Tuesday, June 1, 2010

This I Believe: informed citizenship and informed citizenry

Here's an inalienable right for you: the right to informed citizenship.

Citizenship, the informed kind, has two distinct angles to it. The first is the personal: We, all of us, have an absolutely inalienable right to the information that allows us to act in a civic and socially responsible way, and Congress shall make no law prohibiting the free exercise thereof. The second is the social: We, all of us, have an absolutely inalienable right to live in a society populated by informed citizens. We have a right to live among an informed citizenry, and any policy, law, or practice that restricts this right exists in opposition to a free and functional democracy.

In America, we embrace the right to informed citizenship; or, more accurately, we shout our support of informed citizenship up to the very rafters. Then we give Big Business a million incendiary devices to burn down that house.

There are explosives, like the recent SCOTUS decision knocking down campaign finance laws and giving corporate lobbyists unfettered access to our legislative and executive branches (and, by extension, the judicial branch as well).

Then there's the kindling, the petrol, the oxygen that keeps the fire blazing. Among the most powerful of these is the news paywall, which sequesters off information to which citizens have an absolute right. In theory, paywalls are no different from their precursors, subscription fees and newsstand prices. But two things have changed--our model of citizenship, and our access to circulated information--since those pre-internet days.

For example: In 1990-1991, during the first Gulf War, news was circulated fairly evenly across multiple platforms. An American who didn't want to pay for a newspaper could still gather information through television and radio. She could walk into a library and read the news for free. Certainly this wasn't a utopian ideal of a free press on every street corner, but the news that enabled a citizen to act was available through multiple outlets.

Today, the speed and reach of internet news sources make them by far the dominant news circulation platform. Indeed, the speed and reach of internet news are part of why a new model of citizenship is emerging. If there was ever a time when it was possible to measure civic engagement by looking at voter turnout on Election Day, that time is long past. Today's civically engaged citizen is the one who is aware of Facebook's abominable approach to privacy and has made decisions about how (or whether) to use Facebook as a result of this knowledge. Today's informed citizen may not know how many electoral votes are needed for a candidate to win the presidency, but she knows how to find that information when necessary. She votes on Election Day, sure, but she also votes with her feet and her eyeballs and her fingertips, constantly making informed decisions about how to parcel out her energy and time, when to dance along with corporate and political influences and when to resist, when to leave the dance floor entirely.

Paywalls make it harder for an informed citizen to stay informed, which in turn restricts my right to live among an informed citizenry. It shouldn't be a surprise to anyone that the news that sticks is the news that spreads--via blogs, social networking sites like Facebook and Twitter, and news aggregating sites like Boingboing. News that's stuck behind a paywall is news that can't spread and is therefore news that dies.

And that's not all: I believe that news paywalls are likely to have long-term effects on citizenship, as well, since I agree with James Seddon's point in his recent Wired article that young people who grow up without unfettered access to local news are likely to grow up without a sense of social and civic connection to their communities.

I recognize that the current business model for print journalism isn't working. I recognize that newspapers need to do something if they want to try to save their jobs. But in America, the eight-year reign of Baby Bush notwithstanding, we don't let business interests trump fundamental human rights.

I'm rooting for newspapers, I really am. I hope they survive this challenge. But news paywalls are in direct opposition to our fundamental right to informed citizenship, and my message to the print media folks is this: Find another way.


* **Problem requirements**:
What you return must be the lines from the first one below through the one containing "Image is 620x453 pixels.", exactly and with pictures excluded.

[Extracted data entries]
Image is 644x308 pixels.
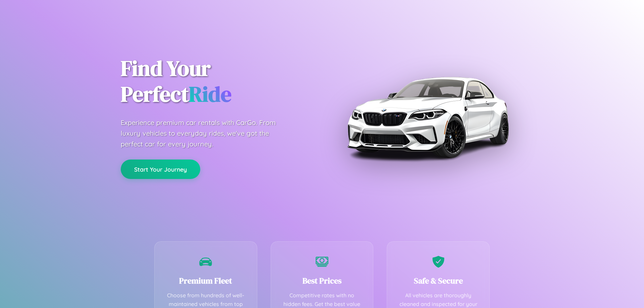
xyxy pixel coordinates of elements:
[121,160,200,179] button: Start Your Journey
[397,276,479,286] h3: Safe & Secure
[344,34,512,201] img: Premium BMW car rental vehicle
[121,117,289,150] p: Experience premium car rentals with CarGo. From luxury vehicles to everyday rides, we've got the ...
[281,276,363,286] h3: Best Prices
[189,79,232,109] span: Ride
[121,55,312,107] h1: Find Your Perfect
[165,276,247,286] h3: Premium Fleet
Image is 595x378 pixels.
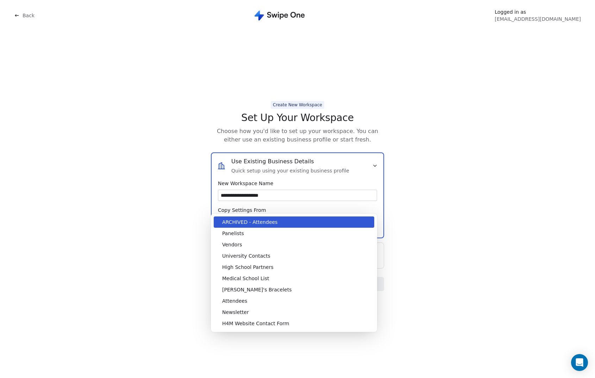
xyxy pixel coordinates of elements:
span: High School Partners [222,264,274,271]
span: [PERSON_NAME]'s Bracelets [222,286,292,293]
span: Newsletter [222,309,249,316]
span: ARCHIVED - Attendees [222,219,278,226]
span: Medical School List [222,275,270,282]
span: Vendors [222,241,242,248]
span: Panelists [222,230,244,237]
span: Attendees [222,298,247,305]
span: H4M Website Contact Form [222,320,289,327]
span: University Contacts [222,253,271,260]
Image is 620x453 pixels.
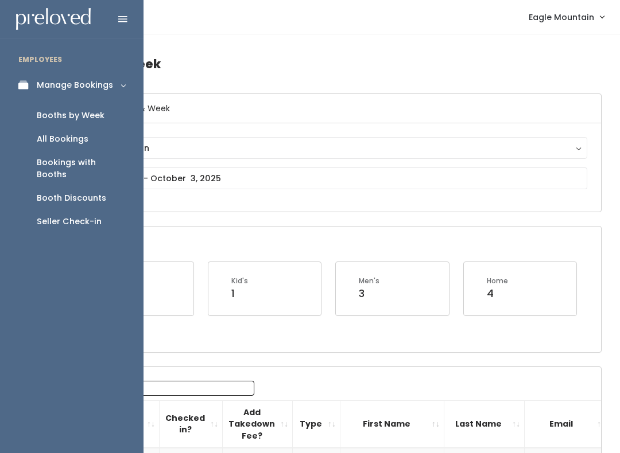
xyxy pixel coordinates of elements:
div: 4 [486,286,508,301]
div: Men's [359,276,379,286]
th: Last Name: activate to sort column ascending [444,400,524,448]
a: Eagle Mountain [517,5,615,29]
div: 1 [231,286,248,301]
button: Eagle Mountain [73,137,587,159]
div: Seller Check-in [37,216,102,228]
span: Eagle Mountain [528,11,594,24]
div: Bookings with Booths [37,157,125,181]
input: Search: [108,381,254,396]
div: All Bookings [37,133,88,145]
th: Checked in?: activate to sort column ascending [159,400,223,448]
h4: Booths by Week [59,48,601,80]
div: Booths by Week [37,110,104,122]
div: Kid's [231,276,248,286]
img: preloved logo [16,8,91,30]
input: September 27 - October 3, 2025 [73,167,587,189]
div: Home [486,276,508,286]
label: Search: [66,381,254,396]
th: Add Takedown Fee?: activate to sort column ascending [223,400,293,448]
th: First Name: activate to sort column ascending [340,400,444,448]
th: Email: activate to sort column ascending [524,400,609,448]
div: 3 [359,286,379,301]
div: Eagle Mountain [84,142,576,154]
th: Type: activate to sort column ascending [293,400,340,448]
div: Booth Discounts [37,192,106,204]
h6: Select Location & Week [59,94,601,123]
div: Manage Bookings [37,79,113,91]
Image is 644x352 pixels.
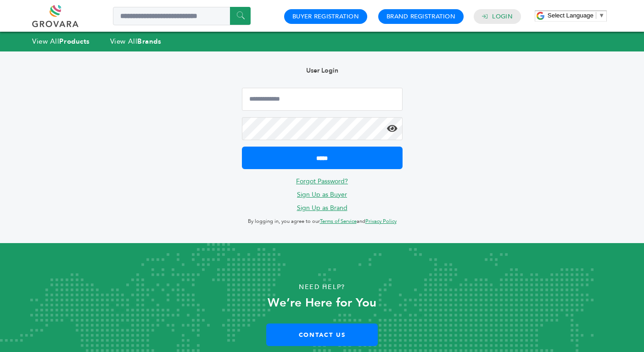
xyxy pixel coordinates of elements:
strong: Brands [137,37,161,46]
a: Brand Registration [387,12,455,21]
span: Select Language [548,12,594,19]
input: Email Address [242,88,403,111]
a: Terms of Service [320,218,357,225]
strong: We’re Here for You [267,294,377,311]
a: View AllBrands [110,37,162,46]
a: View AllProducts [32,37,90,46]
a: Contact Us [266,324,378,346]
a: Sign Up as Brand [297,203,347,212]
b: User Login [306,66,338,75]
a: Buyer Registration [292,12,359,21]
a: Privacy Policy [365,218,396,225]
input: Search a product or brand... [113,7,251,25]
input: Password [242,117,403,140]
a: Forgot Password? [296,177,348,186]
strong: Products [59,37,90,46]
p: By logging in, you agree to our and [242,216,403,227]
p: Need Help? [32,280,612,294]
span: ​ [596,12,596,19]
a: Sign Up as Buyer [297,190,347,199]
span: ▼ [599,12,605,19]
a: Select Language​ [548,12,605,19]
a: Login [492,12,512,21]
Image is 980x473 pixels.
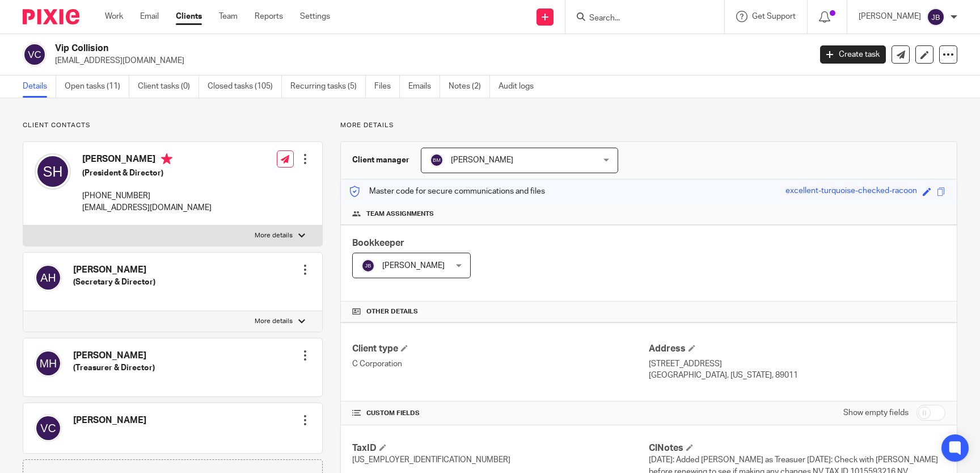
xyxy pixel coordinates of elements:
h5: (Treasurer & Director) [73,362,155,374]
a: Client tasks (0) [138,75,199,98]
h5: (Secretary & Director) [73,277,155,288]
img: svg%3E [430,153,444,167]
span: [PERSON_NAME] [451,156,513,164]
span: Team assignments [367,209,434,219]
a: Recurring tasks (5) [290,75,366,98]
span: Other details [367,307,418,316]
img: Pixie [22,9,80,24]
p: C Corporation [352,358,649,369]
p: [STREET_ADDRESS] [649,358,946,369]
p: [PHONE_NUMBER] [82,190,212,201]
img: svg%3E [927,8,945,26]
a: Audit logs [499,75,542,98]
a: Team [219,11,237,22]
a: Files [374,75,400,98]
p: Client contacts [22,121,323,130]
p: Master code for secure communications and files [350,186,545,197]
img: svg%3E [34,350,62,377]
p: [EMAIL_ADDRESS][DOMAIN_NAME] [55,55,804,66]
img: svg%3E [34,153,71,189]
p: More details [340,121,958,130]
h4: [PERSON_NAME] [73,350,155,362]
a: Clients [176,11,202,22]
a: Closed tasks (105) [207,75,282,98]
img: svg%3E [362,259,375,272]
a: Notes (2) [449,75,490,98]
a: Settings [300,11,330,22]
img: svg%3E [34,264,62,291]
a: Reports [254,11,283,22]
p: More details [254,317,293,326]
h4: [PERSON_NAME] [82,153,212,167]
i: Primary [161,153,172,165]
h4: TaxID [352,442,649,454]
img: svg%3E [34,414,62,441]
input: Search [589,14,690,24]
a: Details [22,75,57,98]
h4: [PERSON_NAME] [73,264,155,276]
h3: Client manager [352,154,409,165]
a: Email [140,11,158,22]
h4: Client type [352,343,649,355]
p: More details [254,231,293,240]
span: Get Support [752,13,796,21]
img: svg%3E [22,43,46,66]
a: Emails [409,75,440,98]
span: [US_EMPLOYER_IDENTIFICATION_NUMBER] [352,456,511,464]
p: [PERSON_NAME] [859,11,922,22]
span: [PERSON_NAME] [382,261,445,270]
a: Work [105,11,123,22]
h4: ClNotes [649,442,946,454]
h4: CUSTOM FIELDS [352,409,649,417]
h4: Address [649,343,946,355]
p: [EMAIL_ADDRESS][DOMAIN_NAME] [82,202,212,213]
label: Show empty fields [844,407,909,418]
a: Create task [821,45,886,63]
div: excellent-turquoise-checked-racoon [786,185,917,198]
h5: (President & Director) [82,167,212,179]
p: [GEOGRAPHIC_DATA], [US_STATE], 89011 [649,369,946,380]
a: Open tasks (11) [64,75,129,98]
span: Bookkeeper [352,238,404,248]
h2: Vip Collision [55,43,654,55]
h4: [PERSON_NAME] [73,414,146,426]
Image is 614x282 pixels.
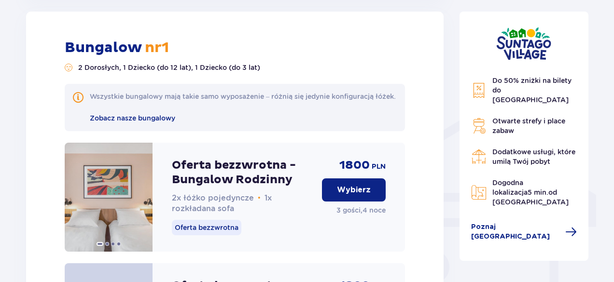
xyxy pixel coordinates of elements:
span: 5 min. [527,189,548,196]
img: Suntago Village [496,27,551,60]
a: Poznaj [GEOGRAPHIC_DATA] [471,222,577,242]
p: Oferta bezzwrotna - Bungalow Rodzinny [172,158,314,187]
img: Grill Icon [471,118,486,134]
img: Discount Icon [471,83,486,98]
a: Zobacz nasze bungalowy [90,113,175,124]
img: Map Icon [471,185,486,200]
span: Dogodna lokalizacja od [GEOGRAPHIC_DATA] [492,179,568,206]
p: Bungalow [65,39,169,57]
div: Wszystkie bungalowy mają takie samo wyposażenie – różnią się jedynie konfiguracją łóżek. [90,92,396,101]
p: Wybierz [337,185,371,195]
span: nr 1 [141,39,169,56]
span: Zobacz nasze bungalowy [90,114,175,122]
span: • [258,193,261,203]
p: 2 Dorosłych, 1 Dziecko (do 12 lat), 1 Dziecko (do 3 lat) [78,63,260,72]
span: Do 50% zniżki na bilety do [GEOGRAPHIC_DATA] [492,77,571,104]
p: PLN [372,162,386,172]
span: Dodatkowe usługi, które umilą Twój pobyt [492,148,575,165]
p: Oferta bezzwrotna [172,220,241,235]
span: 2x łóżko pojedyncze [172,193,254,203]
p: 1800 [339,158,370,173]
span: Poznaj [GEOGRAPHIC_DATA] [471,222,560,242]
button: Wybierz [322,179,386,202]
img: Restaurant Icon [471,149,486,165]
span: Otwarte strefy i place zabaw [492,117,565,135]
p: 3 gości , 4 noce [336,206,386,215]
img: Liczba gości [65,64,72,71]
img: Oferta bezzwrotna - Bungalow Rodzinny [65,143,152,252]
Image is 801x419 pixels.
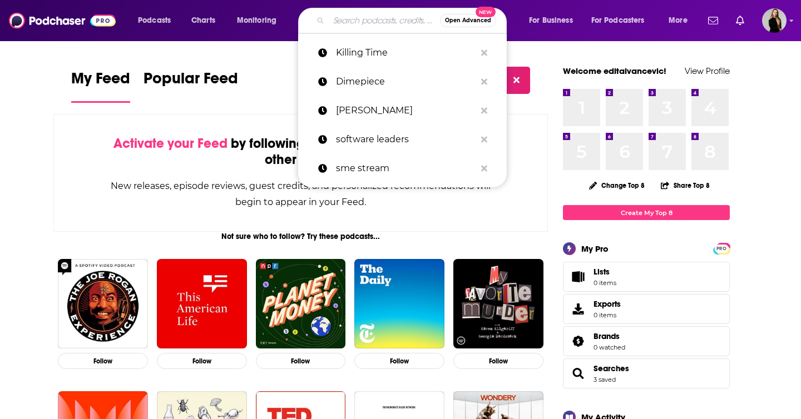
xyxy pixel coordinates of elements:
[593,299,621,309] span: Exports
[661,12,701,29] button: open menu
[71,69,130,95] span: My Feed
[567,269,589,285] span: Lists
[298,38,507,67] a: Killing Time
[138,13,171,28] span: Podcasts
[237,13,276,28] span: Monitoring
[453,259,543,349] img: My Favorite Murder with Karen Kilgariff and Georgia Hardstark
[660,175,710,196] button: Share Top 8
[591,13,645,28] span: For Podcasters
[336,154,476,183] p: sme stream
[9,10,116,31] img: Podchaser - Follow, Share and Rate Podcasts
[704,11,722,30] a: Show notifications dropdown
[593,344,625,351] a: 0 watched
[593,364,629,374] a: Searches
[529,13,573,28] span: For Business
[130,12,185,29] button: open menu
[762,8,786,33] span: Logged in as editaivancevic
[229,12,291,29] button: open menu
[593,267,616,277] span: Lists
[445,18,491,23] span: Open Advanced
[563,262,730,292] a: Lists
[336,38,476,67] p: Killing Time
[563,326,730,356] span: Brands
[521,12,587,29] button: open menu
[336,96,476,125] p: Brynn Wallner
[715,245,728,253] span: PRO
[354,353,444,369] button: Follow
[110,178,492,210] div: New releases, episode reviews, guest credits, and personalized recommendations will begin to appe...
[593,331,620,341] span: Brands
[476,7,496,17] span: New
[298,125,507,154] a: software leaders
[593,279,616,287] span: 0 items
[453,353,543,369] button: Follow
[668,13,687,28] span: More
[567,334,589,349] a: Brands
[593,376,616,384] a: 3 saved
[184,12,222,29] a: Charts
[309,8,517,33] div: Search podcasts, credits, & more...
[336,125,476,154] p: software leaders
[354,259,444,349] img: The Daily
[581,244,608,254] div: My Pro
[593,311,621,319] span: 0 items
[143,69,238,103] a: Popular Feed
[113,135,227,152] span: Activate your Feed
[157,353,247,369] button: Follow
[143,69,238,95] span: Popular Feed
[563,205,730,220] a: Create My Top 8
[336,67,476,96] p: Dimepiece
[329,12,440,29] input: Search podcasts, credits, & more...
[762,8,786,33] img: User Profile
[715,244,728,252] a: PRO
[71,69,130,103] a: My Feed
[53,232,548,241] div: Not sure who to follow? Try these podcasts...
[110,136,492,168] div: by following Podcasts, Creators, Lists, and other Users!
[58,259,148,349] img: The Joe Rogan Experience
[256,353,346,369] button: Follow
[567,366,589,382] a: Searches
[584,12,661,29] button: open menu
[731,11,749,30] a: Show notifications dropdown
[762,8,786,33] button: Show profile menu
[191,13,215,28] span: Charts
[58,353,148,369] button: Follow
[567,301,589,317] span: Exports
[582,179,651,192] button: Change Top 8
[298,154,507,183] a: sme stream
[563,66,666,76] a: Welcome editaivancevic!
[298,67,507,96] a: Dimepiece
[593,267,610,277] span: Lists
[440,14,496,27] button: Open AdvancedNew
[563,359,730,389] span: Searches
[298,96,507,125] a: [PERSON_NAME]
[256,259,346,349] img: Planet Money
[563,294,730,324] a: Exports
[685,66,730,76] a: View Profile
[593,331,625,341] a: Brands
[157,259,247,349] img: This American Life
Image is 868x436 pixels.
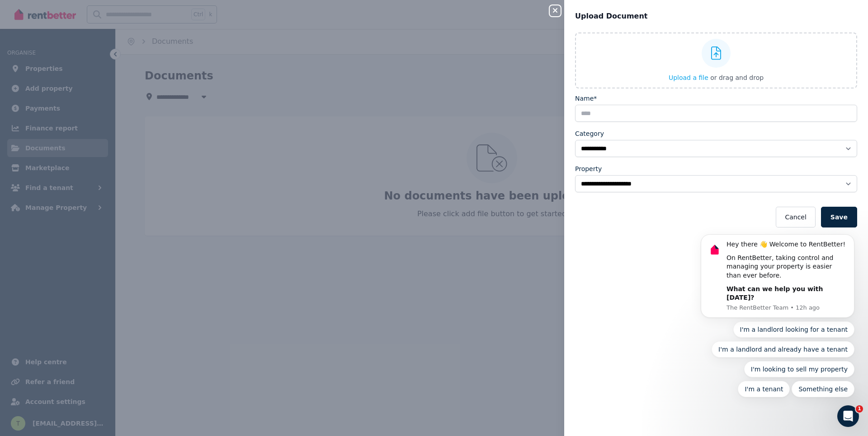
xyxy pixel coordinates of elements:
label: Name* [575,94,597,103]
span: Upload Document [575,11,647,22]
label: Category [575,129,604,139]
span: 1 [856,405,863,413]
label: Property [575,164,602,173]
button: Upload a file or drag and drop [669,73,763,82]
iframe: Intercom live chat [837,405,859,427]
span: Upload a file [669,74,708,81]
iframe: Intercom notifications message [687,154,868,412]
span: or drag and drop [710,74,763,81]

* **Written response**:
Image is 644x308 pixels.
xyxy pixel coordinates of elements:
[121,160,200,179] button: Start Your Journey
[397,276,479,286] h3: Safe & Secure
[344,34,512,201] img: Premium BMW car rental vehicle
[121,117,289,150] p: Experience premium car rentals with CarGo. From luxury vehicles to everyday rides, we've got the ...
[281,276,363,286] h3: Best Prices
[189,79,232,109] span: Ride
[121,55,312,107] h1: Find Your Perfect
[165,276,247,286] h3: Premium Fleet
Image is 595x378 pixels.
xyxy pixel coordinates of elements:
span: High School Partners [222,264,274,271]
span: [PERSON_NAME]'s Bracelets [222,286,292,293]
span: Newsletter [222,309,249,316]
span: ARCHIVED - Attendees [222,219,278,226]
span: Medical School List [222,275,270,282]
span: Vendors [222,241,242,248]
span: Panelists [222,230,244,237]
span: Attendees [222,298,247,305]
span: H4M Website Contact Form [222,320,289,327]
span: University Contacts [222,253,271,260]
Image is 620x453 pixels.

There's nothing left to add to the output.